By Mayank Bhardwaj and Nigam Prusty
NEW DELHI (Reuters) - India's cabinet on Wednesday approved incentives to encourage cash-strapped mills to export sugar in the 2018/19 season, a government statement said on Wednesday, part of efforts to trim bulging domestic stockpiles.
Prime Minister Narendra Modi's cabinet will give transport subsidies of 1,000 rupees ($13.77) a tonne to 3,000 rupees a tonne to sugar mills, depending on their distance from ports, the statement said.
Also, the cabinet approved raising the price the government directly pays to cane growers to 138 rupees ($1.90) a tonne in the new season beginning October 2018.
Both measures would cost the government 55.38 billion rupees, the statement said.

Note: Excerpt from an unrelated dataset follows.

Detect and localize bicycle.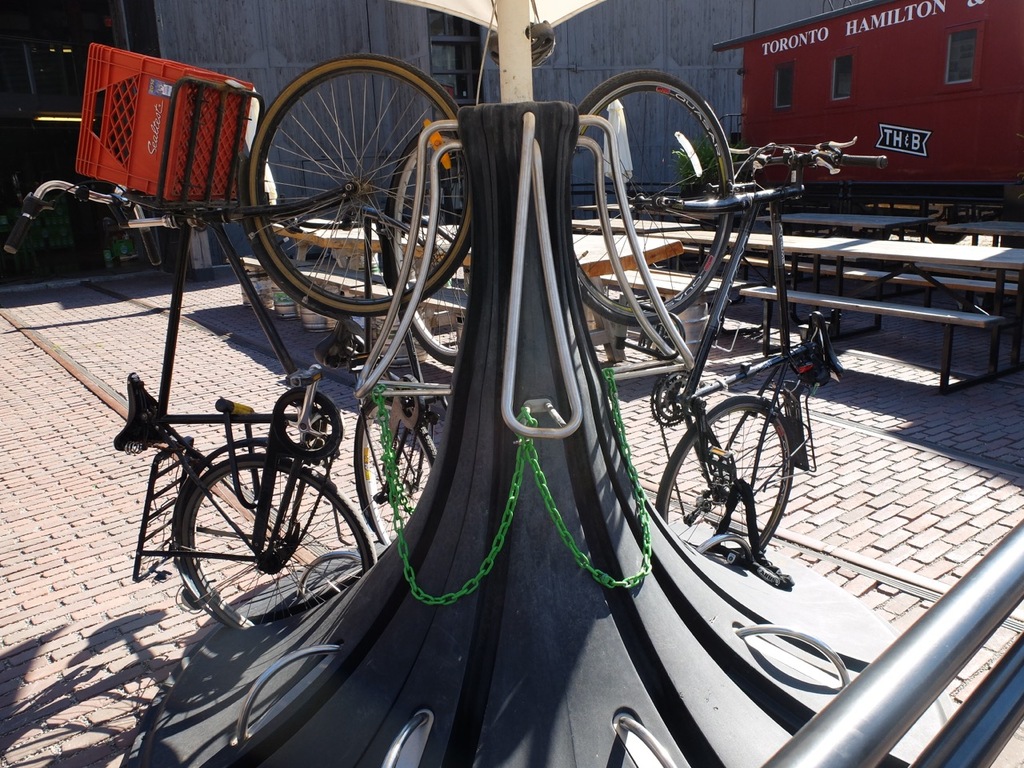
Localized at Rect(113, 50, 471, 633).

The world's biggest sugar consumer is trying to reduce a growing stockpile and the rise in shipments could add to pressure on global prices that are already trading near their lowest in a decade.

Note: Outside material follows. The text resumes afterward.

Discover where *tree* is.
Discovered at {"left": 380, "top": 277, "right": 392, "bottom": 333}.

The food ministry would encourage sugar mills to export at least 5 million tonnes of sugar to cut massive stocks, two government sources who did not want to be identified said on Wednesday.
Reuters last week reported that India's government was considering such a proposal for the 2018/19 season.
India could start the new season with inventories of over 10 million tonnes of sugar and could produce another 35 million tonnes in the season, the Indian Sugar Mills Association (ISMA) estimates.
Indians, known for their penchant for anything sweet, consume about 25 million tonnes of sugar a year.
Saddled with massive mounds of sugar and a fall in prices, mills have said they are unable to pay cane farmers the government's fixed price on time.
Sugar companies owe about 135 billion rupees ($1.85 billion) in the current season to cane growers.
Ahead of a general election due by May next year, Modi's government is keen to help mills clear the money owed to the cane farmers, who form a large voting bloc.